There are names you grow up hearing — names that echo through communities and headlines, names that come to represent change.
Chief Kachindamoto has always been one of those names for me.
Theresa Kachindamoto is widely known as “the marriage terminator” — a title she never gave herself, but one that speaks to the bold legacy she’s building in Malawi. Her work ending child marriages has been covered by journalists, NGOs, and global platforms. I had read about her. Heard stories about her. Quoted her statistics. Admired her courage.
On May 24th, 2024 — for the first time — I got to sit down and listen to her speak.
I travelled with the Ntha Foundation team to Ntakataka Village, in partnership with the Family Planning News Network, to capture Chief Kachindamoto’s voice in her own words. What was meant to be a filming day quickly became something more personal. I was invited into a conversation that felt deeply human. Real. Grounded.
In a new Community Voices segment for the Lessons Conversation, we hear from Chief Kachindamoto not as a headline — but as a leader, a mother, a guardian of girls who refuses to let tradition be an excuse for abuse.
“I don’t just stop the marriages,” she told us. “I follow up. I make sure the girls are in school.”
There’s something profoundly powerful about hearing that said — calmly, firmly — by a woman who has annulled over 3,000 child marriages. She doesn’t use big, lofty language. She speaks plainly. And yet, her words carry the weight of transformation.
This wasn’t a formal interview. It was a fireside story. A reflection. A truth passed on from one woman to another.

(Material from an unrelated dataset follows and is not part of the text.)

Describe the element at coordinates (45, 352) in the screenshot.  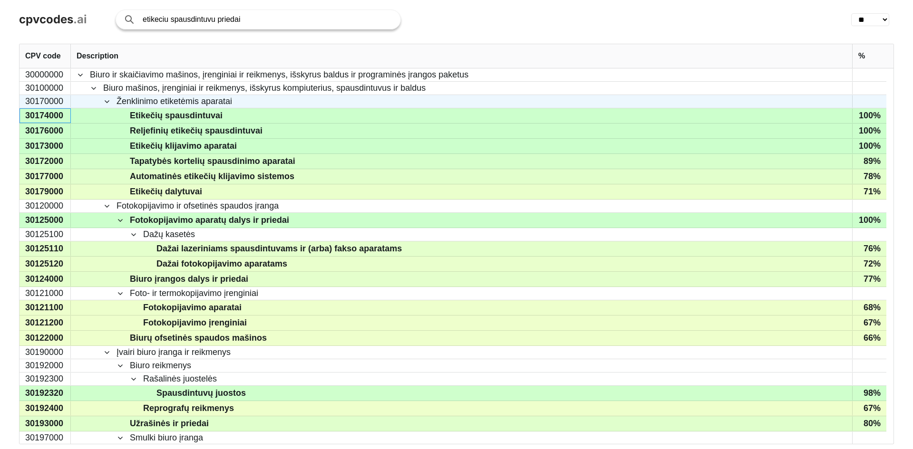
I see `div: 30190000` at that location.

I believe deeply in amplifying the voices of those who are already doing the work. Chief Kachindamoto’s voice doesn’t need my endorsement — but it does deserve every platform. I’m honoured that Lessons Conversation could be one of them.
So today, I invite you — truly — to take an hour and listen. Not to me. To her.
Because while her story has been told many times over, sometimes… the moment you actually hear someone speak, everything changes.
With love,
Ntha
An African country sets the legal age of marriage at 18. Cause for celebration, right? But with a quiet clause, many add: “except in cases of customary or religious law.”
And just like that—thousands of girls become legal exceptions. These exceptions have devastating consequences: Early pregnancies, school dropout and lifelong trauma. A law with loopholesis not a law. It’s a permission slip for abuse. Leave our children alone!
To the governments of Africa, we demand :
Because protection delayed is protection denied. In partnership with Equality Now and UN Women, we’re demanding justice and accountability from the government. The government must act on its promises. Join me in sending an email to our national assembly representative demanding answers.
Visit Equality Now to get the automated email and apply pressure. Reshare on your accounts and spread theword. They break their promises,we break their servers.